Headlines I Wish I Hadn’t Seen

A $77 million computer system launched last summer to detect Medicare fraud before it happens found only one suspicious payment — totaling $7,591 — by the end of December.

Man Charged With Chopping Off Friend’s Hand For Insurance Money.

Letter arrives 32 years later (gated).

Rethinking Medicare Advantage Plans

One in four Medicare enrollees has chosen to join a private plan. Yet, Medicare pays 10% more to these plans, other things equal. Does that mean they are less efficient? Not necessarily, according to a NEJM Perspective by Jeet Gurum and Bob Moffit. The extra payments are the artificial consequence of a screwy bidding system. Plus they seem to produce higher quality beating traditional Medicare on 9 of 11 process measures (inputs). See the chart. So what’s the answer?

A better reform, advocated by Coulam and colleagues, would break that link: traditional Medicare would also submit bids, the government would set payment levels equal to each county’s lowest bid, and beneficiaries desiring a more expensive plan would have to pay the difference.

Under that system, traditional Medicare, no longer the default option, would compete with private plans on a level playing field. Private plans would gain substantial market share by providing Medicare coverage at the lowest cost in a county. As plans experimented with coverage models, attempting to deliver benefits in attractive, inexpensive ways, the most efficient approach in each county would be reached, and the rate of growth of Medicare spending would slow.

Survey Says: Contraception Coverage Does Not Save Money, and Other News

Survey: Nobody in the health insurance industry thinks that contraception coverage saves money.
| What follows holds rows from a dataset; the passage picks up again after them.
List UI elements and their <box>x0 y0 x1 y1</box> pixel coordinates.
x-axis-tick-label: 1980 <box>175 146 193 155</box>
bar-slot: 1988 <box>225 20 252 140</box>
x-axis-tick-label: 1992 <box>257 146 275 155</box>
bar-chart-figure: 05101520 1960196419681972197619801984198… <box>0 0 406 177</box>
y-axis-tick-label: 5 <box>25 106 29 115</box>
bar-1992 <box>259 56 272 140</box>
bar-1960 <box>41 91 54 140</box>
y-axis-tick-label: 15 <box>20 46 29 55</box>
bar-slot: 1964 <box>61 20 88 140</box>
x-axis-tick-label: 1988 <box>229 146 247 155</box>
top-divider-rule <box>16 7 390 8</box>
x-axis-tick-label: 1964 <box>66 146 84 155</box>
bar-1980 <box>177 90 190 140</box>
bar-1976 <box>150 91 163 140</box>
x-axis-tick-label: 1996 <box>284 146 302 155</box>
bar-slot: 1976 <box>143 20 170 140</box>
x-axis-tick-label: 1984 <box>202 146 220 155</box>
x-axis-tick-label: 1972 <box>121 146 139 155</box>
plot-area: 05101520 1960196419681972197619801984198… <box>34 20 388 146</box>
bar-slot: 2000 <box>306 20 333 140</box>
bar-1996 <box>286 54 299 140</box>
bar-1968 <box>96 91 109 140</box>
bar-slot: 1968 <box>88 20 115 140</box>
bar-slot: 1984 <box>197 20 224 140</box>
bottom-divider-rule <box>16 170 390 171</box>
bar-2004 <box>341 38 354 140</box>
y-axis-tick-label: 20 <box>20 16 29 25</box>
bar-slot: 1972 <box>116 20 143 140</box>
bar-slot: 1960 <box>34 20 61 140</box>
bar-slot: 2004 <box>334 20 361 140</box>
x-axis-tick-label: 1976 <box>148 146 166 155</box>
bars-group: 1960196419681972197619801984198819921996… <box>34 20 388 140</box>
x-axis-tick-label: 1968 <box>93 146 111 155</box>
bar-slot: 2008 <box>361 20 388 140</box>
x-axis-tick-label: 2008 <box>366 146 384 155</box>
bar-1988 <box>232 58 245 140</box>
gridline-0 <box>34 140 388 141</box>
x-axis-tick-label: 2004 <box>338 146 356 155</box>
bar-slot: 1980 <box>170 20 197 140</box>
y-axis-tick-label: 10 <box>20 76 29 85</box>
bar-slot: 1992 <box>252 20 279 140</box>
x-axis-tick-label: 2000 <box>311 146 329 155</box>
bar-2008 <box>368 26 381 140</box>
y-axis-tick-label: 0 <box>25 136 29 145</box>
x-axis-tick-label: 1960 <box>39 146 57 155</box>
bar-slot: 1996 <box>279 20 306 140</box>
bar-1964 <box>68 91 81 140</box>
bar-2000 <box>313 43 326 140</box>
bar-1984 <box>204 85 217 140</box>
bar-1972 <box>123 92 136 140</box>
If you are covered by a Medicare Advantage plan and you elect hospice, the payment for such care reverts back to fee for service Medicare (pointer from Austin Frakt).

NYT reviews the history of conservative support for a health insurance mandate. See our previous posts here, here, and here.

And This Is A Liberal Democrat

“Ron Wyden, Useful Idiot,” railed New York Times columnist Paul Krugman. “Is Ron Wyden trying to get Mitt Romney elected?” fumed the Nation magazine. Ron Zerban, a Democrat running for Mr. Ryan’s seat, accused Mr. Wyden of giving the GOP cover and proclaimed him no longer a “Democrat.”

The White House went defcon, insisting that the new Wyden/Ryan plan would cause Medicare to “wither on the vine.” House Democrats hissed the plan would end “Medicare as we know it.” Most informative was the gripe of a former Senate staffer: Mr. Wyden was taking away “a key argument for Democrats that are trying to retake the House.” The nerve!